Path to success

Why do people like to talk so much about how tough they’ve had it?   As though somehow it makes them a better person?  As though working in a dead-end job, or better yet, two dead-end jobs just to make ends meet, or being thoroughly unhappy in a career is some sort of badge of honor?

Surprisingly this comes up a lot when people question unschooling, or are giving reasons why kids need to be in school.    Basically it boils down to them saying, “Kids need to know that the world is a hard and unforgiving place.  Not everything will go their way and they’d best get used to it.”

I hate that way of thinking.

First, school is not ‘the world’.   Second, I don’t need to spend time in a prison to know that it is a tough place in which to survive.   Third, I don’t believe life needs to be an endless struggle.   Difficulties will arise in all our lives, but it is how we handle them that counts.   It is my opinion that people who’ve been loved, encouraged, respected and who are self-educated are better equipped to handle any adversity than are those who’ve been beaten down, humilated and made wrong since childhood.

When someone asks me what Ben does all day, I tell them he plays a lot.   He builds, he imagines, he sings (all the time) and he laughs.   Learning?  Of course.  Adversity?  Not so much.   No bullies, no homework, no one telling him he “needs to know” stuff in order to succeed.  He succeeds a lot in his life, and I think it will continue.   When he builds he does not get discouraged when something doesn’t work the first time.  He just tries again.  He can do this because he is not afraid of mistakes.    He doesn’t think a first try failure marks him as ‘lesser’.   He is persistent and confident as only someone who hasn’t been told time and again that they’re wrong can be.

Maybe I’m way off base, but I think this is going to serve him well, even when he’s grown and living in the “real world”.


Activity:
Your task is to copy every line of the entries that holds the word "name".

Supplied material:
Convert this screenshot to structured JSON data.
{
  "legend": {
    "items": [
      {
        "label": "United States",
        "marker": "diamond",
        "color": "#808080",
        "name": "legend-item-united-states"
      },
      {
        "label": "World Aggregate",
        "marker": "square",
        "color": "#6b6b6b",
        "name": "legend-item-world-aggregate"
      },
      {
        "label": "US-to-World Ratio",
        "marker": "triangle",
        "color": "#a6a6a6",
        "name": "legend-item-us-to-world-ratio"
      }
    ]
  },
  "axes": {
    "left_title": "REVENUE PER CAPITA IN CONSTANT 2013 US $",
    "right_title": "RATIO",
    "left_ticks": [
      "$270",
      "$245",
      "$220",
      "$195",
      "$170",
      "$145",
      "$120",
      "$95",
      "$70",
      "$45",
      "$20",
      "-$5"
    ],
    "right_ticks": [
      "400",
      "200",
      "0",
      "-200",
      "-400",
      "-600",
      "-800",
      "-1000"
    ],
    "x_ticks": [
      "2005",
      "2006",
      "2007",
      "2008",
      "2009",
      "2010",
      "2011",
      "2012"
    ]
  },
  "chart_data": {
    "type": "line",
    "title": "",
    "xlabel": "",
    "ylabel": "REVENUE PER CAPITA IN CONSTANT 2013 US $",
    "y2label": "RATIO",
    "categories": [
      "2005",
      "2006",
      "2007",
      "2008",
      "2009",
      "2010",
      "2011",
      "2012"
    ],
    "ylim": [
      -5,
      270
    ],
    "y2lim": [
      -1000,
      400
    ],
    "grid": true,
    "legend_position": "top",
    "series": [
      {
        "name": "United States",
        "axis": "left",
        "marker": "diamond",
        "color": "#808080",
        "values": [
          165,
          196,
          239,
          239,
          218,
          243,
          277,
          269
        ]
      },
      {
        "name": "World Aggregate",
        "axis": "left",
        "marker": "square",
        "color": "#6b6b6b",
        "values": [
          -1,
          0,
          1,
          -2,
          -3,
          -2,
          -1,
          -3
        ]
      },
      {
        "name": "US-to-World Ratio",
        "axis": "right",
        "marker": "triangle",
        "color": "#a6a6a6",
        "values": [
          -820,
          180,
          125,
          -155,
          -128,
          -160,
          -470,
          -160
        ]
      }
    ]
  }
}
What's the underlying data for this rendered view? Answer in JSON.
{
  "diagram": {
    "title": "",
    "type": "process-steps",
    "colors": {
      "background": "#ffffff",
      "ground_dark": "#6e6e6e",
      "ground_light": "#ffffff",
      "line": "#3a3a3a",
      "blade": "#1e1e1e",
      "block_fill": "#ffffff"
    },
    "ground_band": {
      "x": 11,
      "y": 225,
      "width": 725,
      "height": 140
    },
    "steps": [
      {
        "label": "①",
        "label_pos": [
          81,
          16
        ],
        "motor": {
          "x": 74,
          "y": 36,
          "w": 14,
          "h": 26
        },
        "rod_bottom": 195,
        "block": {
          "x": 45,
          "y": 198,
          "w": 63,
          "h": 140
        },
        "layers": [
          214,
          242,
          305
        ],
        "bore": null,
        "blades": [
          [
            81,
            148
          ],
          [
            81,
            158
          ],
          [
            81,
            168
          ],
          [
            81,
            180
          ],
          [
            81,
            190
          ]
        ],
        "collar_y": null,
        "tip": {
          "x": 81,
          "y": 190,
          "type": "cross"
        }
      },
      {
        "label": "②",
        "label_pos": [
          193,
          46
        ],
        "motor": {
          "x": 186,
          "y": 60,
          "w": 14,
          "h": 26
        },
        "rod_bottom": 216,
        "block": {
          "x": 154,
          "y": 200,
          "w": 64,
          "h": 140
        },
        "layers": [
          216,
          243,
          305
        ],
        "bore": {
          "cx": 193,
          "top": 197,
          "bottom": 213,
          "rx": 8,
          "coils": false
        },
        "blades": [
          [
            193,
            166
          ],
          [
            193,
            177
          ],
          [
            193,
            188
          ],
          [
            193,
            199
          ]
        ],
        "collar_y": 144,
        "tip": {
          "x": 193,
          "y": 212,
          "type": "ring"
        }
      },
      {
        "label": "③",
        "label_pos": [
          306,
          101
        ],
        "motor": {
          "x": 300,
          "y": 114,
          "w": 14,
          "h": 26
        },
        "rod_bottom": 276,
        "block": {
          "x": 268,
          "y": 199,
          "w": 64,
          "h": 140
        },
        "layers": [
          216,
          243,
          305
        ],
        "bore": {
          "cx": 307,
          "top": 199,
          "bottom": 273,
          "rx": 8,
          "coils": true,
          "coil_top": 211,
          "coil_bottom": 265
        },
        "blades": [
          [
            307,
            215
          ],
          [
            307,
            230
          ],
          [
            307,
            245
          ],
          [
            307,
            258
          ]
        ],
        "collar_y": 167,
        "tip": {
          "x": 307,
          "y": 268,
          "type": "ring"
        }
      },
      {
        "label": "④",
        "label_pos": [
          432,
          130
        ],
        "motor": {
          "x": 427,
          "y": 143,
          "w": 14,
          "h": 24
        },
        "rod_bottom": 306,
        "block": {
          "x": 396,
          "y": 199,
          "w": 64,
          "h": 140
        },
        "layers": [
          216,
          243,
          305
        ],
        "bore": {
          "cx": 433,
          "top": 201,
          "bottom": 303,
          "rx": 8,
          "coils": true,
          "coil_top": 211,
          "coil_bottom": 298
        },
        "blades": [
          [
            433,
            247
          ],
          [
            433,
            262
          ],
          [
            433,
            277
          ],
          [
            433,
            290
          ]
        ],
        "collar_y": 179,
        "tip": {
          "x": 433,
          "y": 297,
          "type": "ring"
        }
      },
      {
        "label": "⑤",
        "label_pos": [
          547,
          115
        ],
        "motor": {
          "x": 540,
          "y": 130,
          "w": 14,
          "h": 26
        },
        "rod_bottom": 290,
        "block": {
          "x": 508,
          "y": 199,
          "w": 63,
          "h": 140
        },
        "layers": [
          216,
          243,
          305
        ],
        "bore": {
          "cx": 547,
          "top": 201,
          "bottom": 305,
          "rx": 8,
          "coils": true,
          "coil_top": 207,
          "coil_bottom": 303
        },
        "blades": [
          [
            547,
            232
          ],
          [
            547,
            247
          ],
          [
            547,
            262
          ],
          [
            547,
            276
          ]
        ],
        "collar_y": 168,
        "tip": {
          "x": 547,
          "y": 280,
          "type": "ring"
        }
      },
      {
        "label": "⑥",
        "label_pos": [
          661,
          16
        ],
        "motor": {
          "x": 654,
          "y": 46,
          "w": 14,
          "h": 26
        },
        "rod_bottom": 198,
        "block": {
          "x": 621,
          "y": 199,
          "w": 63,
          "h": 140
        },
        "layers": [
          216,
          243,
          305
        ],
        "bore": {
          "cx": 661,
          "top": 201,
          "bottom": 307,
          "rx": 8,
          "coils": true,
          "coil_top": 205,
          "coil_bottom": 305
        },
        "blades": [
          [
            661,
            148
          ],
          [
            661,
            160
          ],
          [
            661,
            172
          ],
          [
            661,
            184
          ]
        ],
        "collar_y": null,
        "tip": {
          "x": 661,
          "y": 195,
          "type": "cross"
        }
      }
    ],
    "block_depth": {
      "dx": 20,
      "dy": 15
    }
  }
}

...

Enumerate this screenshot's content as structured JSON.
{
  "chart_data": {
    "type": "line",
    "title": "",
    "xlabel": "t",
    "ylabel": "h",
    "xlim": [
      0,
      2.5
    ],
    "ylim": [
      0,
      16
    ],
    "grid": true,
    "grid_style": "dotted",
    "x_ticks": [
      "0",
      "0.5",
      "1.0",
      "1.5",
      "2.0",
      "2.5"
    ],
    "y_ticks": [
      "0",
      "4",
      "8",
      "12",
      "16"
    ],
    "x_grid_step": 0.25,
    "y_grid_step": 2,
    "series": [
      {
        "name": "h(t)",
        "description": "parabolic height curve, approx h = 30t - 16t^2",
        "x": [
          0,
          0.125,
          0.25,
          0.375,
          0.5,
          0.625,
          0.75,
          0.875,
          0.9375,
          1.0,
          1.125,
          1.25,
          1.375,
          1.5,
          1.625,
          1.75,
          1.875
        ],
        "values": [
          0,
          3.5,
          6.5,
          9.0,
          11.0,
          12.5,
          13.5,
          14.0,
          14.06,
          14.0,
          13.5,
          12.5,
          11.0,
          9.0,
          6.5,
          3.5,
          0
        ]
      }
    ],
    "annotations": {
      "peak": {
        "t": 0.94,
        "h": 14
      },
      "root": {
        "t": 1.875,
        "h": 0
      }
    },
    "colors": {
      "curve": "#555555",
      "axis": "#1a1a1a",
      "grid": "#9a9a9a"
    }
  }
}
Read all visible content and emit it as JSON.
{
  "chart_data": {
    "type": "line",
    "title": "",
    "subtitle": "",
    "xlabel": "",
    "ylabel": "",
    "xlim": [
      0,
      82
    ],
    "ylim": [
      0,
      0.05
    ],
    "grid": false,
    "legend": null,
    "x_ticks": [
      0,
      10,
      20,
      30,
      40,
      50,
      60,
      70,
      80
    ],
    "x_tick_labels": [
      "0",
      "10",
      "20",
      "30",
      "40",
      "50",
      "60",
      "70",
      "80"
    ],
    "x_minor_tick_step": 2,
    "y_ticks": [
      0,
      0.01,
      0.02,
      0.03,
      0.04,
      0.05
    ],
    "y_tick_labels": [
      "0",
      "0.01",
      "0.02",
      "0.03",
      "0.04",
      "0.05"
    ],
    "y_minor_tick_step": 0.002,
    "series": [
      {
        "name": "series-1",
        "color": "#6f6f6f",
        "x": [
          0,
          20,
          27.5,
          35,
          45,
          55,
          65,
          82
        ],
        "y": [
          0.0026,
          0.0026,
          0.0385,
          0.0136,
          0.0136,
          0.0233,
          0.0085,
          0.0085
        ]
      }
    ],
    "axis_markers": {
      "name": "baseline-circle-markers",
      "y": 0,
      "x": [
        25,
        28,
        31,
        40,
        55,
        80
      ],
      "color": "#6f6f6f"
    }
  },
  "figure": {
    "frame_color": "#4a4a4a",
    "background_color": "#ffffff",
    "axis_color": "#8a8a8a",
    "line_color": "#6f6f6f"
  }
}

Exercise solution:
        "name": "legend-item-united-states"
        "name": "legend-item-world-aggregate"
        "name": "legend-item-us-to-world-ratio"
        "name": "United States",
        "name": "World Aggregate",
        "name": "US-to-World Ratio",
        "name": "h(t)",
        "name": "series-1",
      "name": "baseline-circle-markers",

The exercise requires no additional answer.